Kadra Maysi

Painting of Kadra Maysi wearing white dress and red jacket

Katherine Drayton Mayrant Simons. Image uploaded by Find a Grave user Deesign.

(1890-1969) Katherine Drayton Mayrant Simons was born in Charleston, SC, the daughter of Sedgewick Lewis Simons and Katherine Drayton Mayrant. She was educated at local schools and at Converse College in Spartanburg, where she earned a bachelor of letters degree. 

Interested in literary pursuits since girlhood, Simons began writing seriously while in college. Her primary love was poetry, with a focus on lyrical verse, sonnets, and nature poems. The first of her three books of poetry, Shadow Songs, appeared in 1912 under the pen name “Kadra Maysi” (created from the first few letters of each unit of her full name). A decade later she became a charter member of the Poetry Society of South Carolina. She would go on to win every award given by the Poetry Society, and at the time of her death she was the only woman ever to have been elected its president. Her other books of poetry were The Patteran (1925) and White Horse Leaping, which the University of South Carolina Press published in 1951.

Simons later created a national reputation for herself in the field of fiction. Her serious interests in travel, the equestrian arts, and South Carolina history are reflected in the eight historical (sometimes labeled “romantic” or “dramatic”) novels she published under the pseudonym “Drayton Mayrant” between 1948 and 1960: A Sword from Galway (1948), The Running Thread (1949), First the Blade (1950), Courage Is Not Given (1952), The Red Doe (1953), Always a River (1956), Lamp in Jerusalem (1957), and The Land beyond the Tempest (1960). 

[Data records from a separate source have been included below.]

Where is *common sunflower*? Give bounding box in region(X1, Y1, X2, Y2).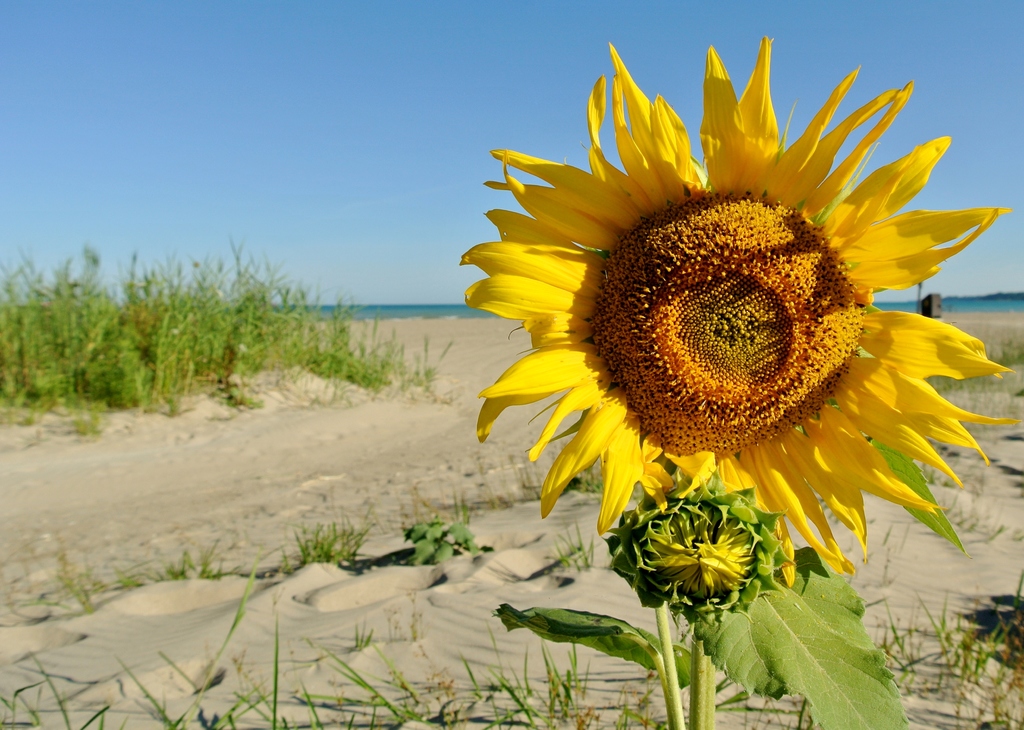
region(451, 38, 1017, 592).
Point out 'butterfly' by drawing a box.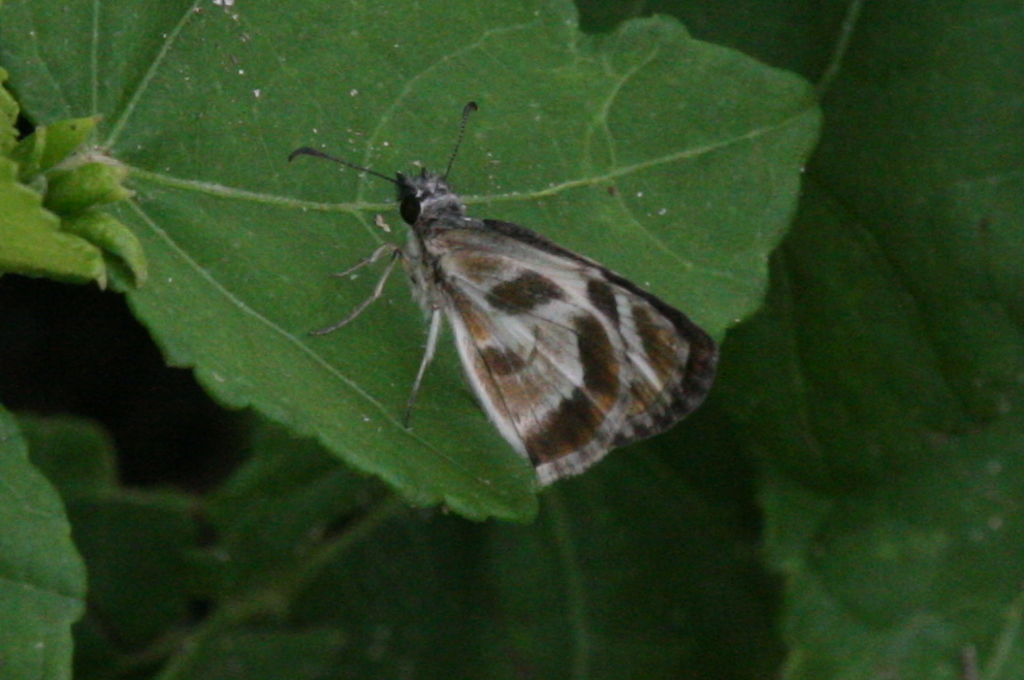
{"left": 273, "top": 91, "right": 739, "bottom": 497}.
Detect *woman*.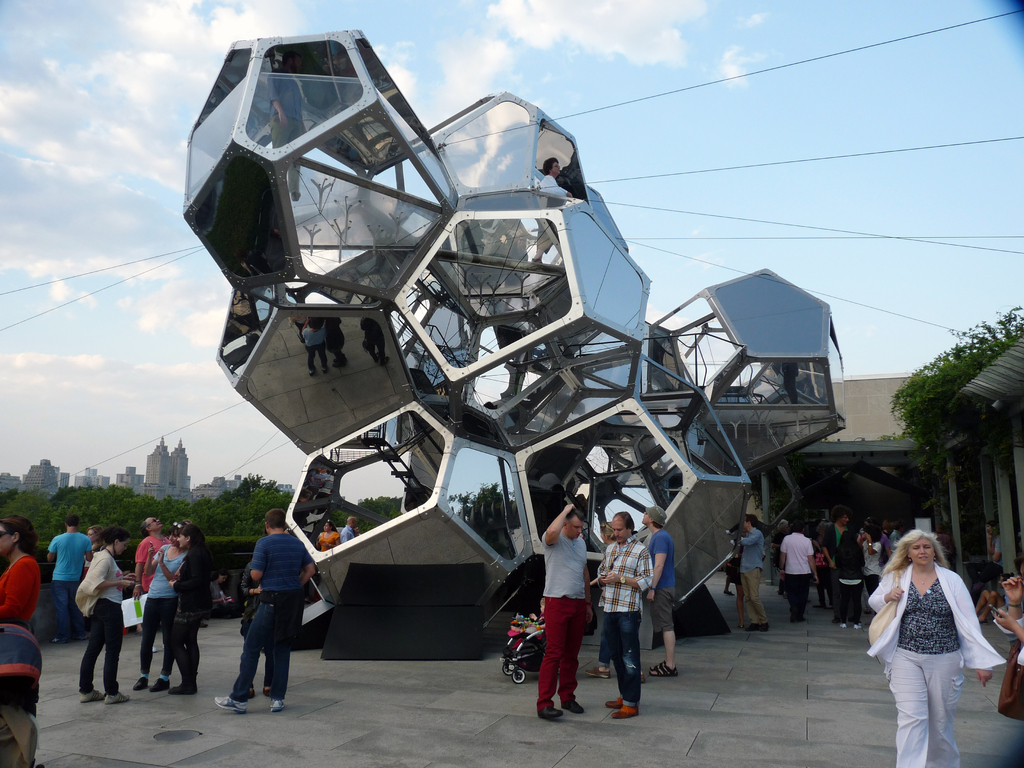
Detected at x1=865 y1=524 x2=1013 y2=767.
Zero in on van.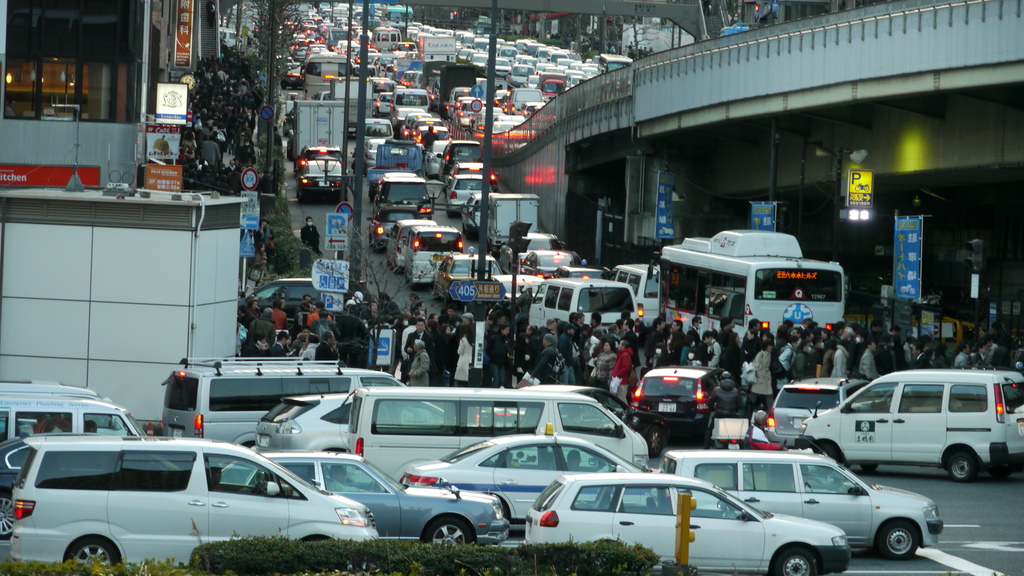
Zeroed in: [x1=648, y1=225, x2=849, y2=343].
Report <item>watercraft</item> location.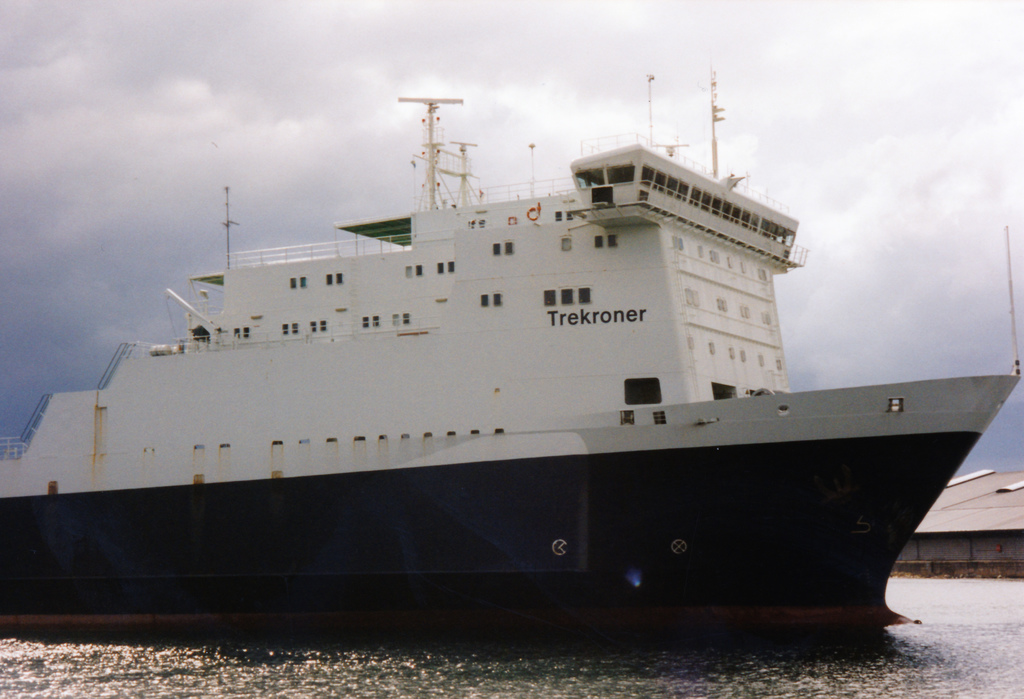
Report: left=33, top=66, right=966, bottom=629.
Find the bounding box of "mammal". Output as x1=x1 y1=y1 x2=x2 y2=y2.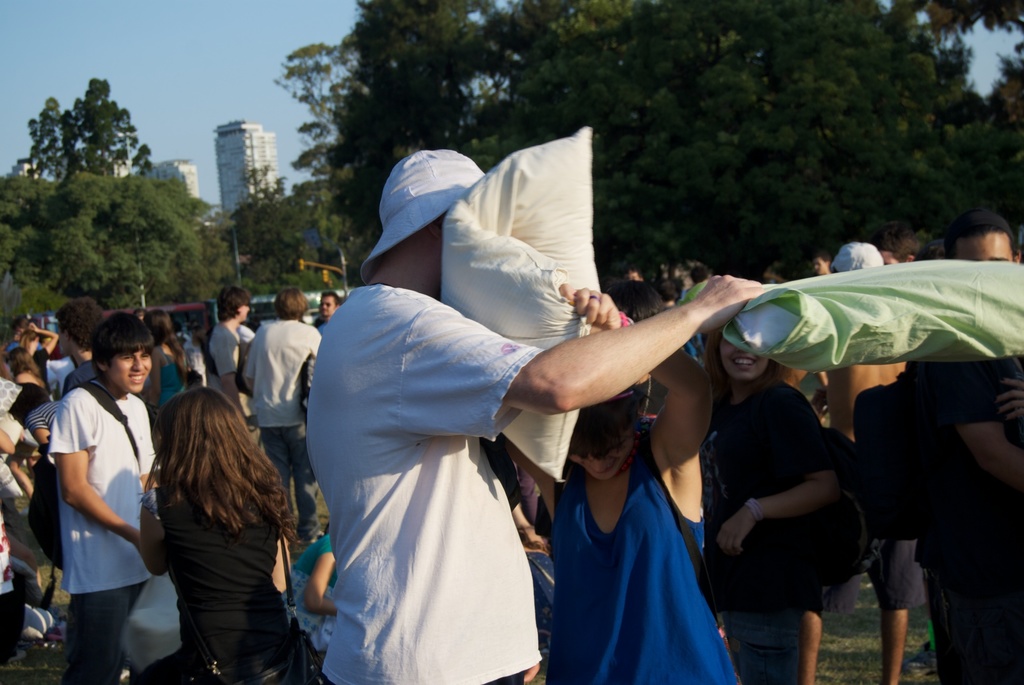
x1=144 y1=311 x2=188 y2=404.
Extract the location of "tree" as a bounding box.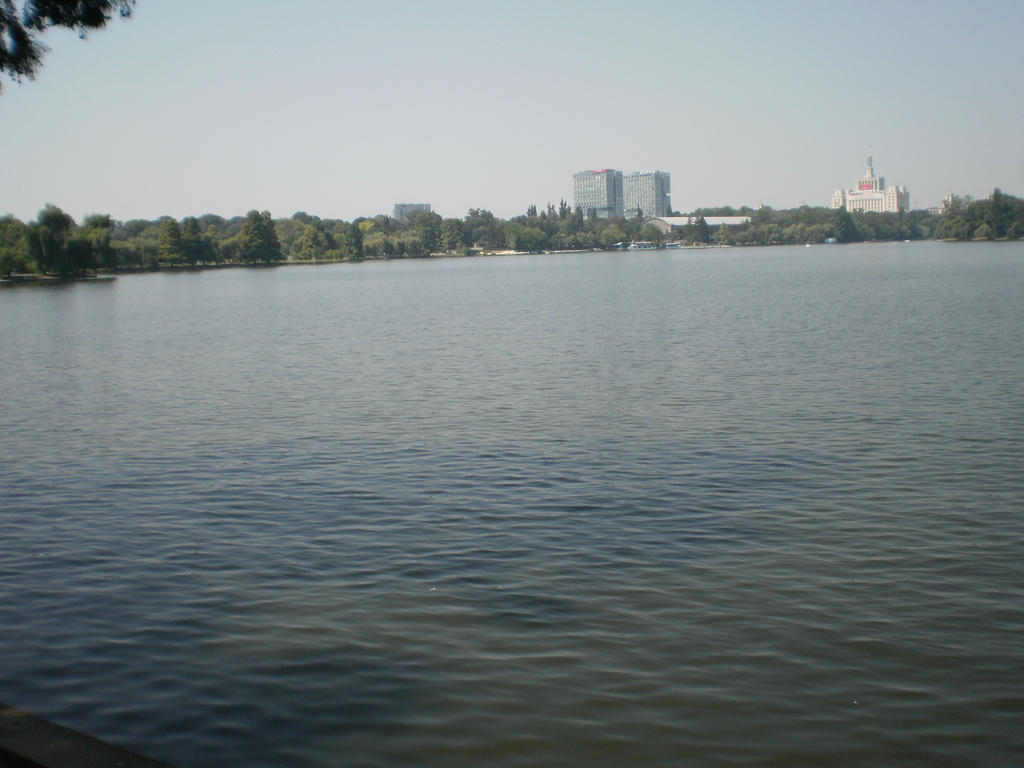
locate(54, 237, 102, 279).
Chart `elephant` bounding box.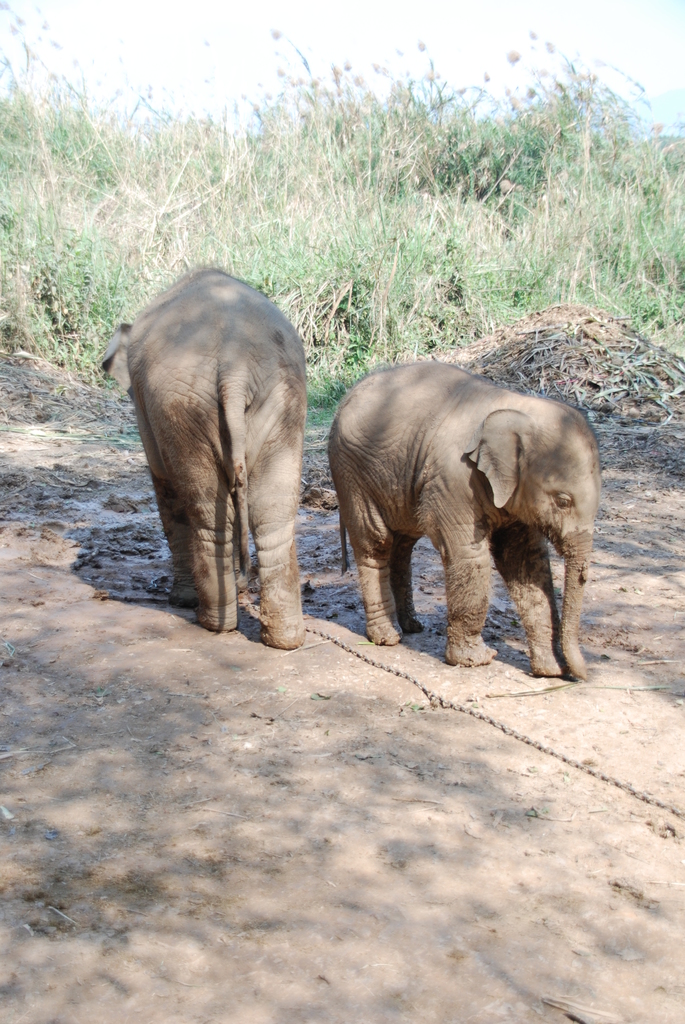
Charted: x1=100, y1=266, x2=299, y2=650.
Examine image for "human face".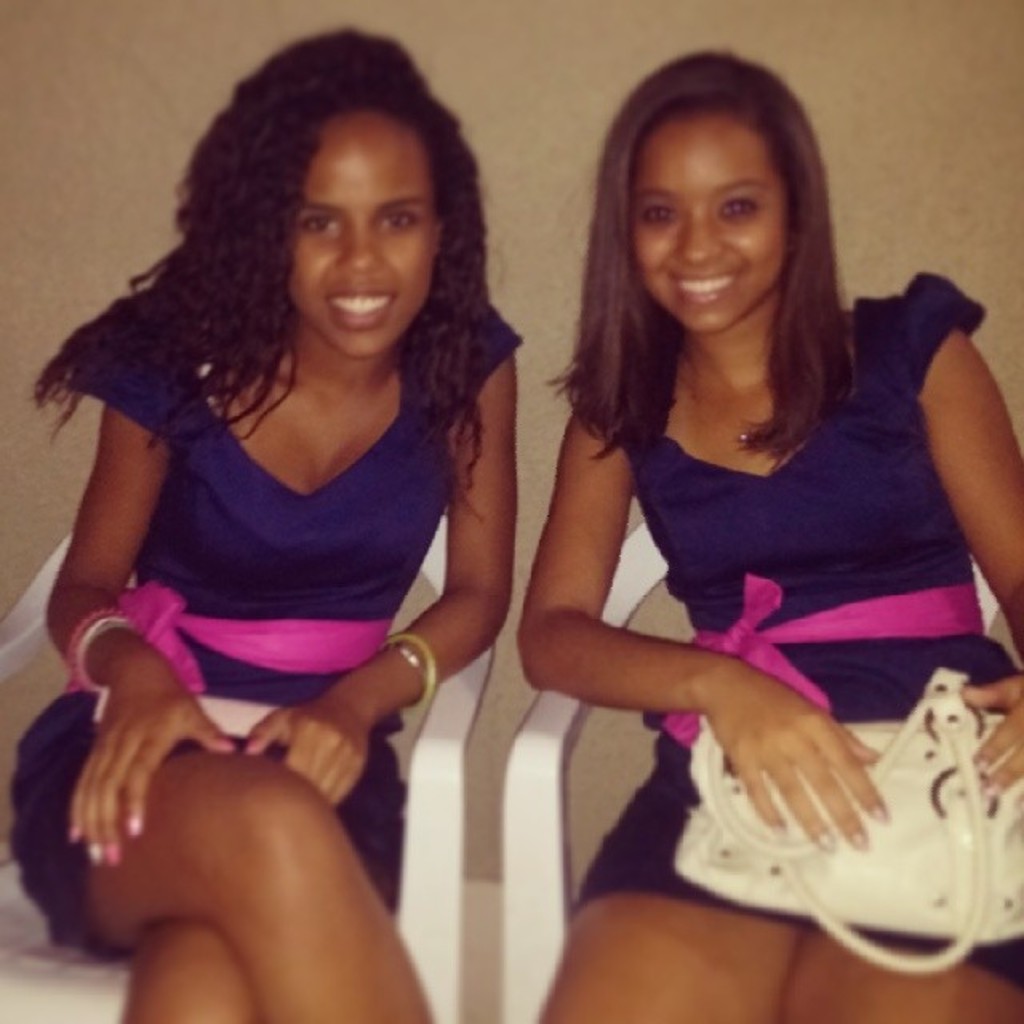
Examination result: select_region(290, 101, 438, 352).
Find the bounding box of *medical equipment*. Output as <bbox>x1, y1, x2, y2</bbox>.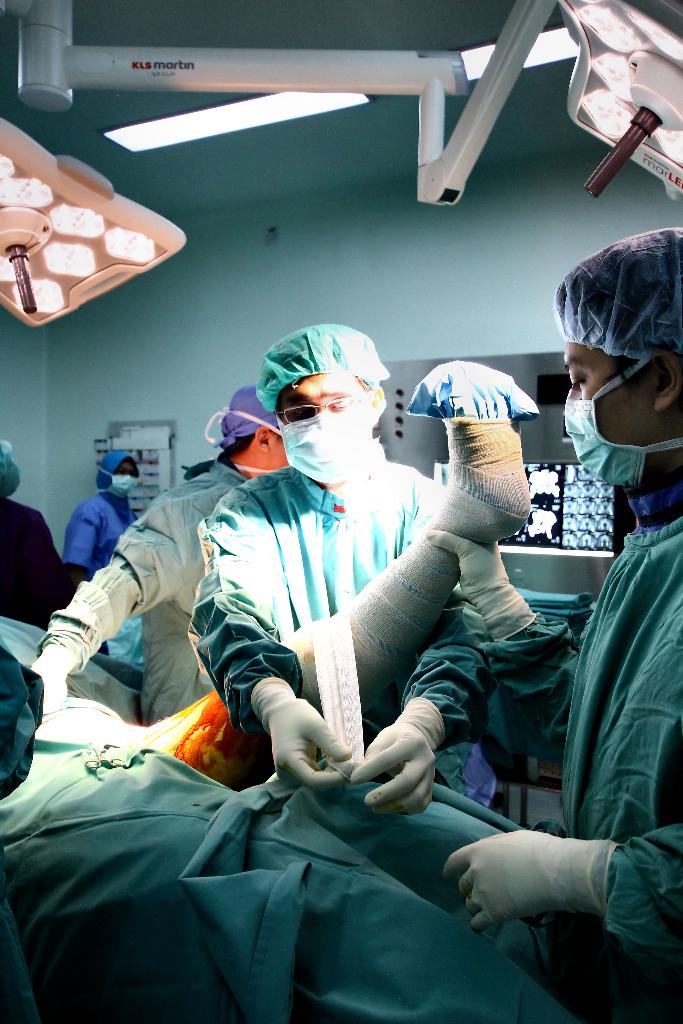
<bbox>0, 0, 682, 331</bbox>.
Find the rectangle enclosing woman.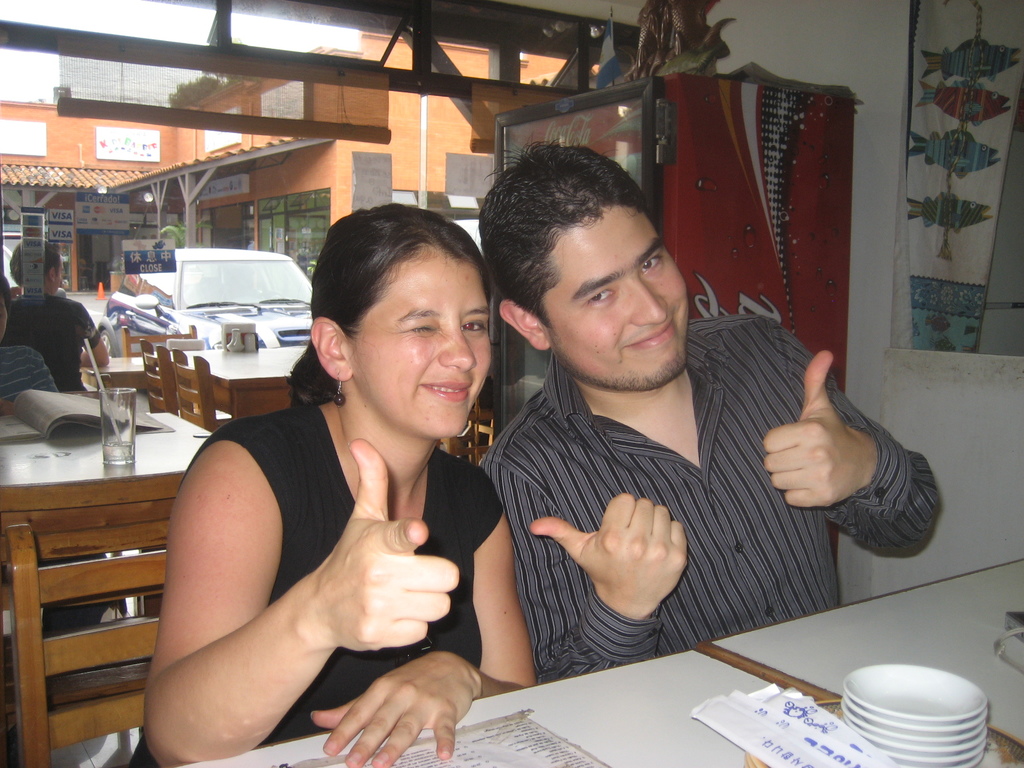
detection(126, 196, 512, 755).
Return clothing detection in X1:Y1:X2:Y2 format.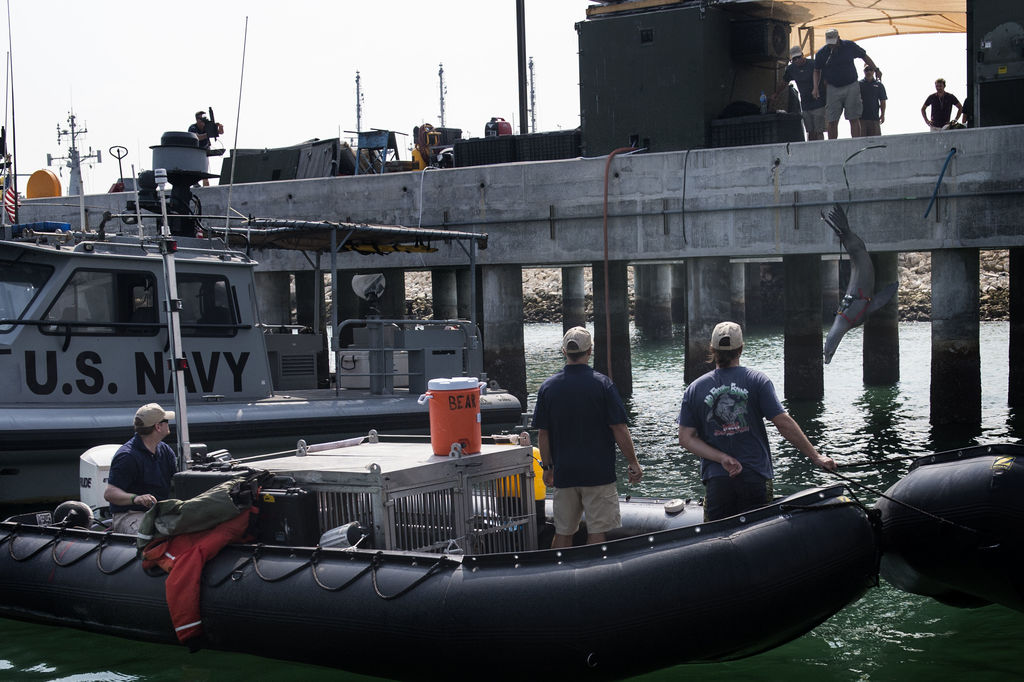
685:366:785:540.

Simons also wrote or cowrote five plays and a sketch for the ballet The Lost Atlantis, which was presented by the Charleston Civic Ballet Company in 1964. Furthermore, she wrote many articles or essays for newspapers and magazines. Between 1955 and 1967 she contributed regularly to the popular onomastic journal Names in South Carolina. Two small non-fiction books attest to her love for Charleston and the Summerville area: Roads of Romance and Historic Spots near Summerville (1925) and Stories of Charleston Harbor (1930).

Simons was buried in Magnolia Cemetery in Charleston. In 1997 she was inducted into the South Carolina Academy of Authors.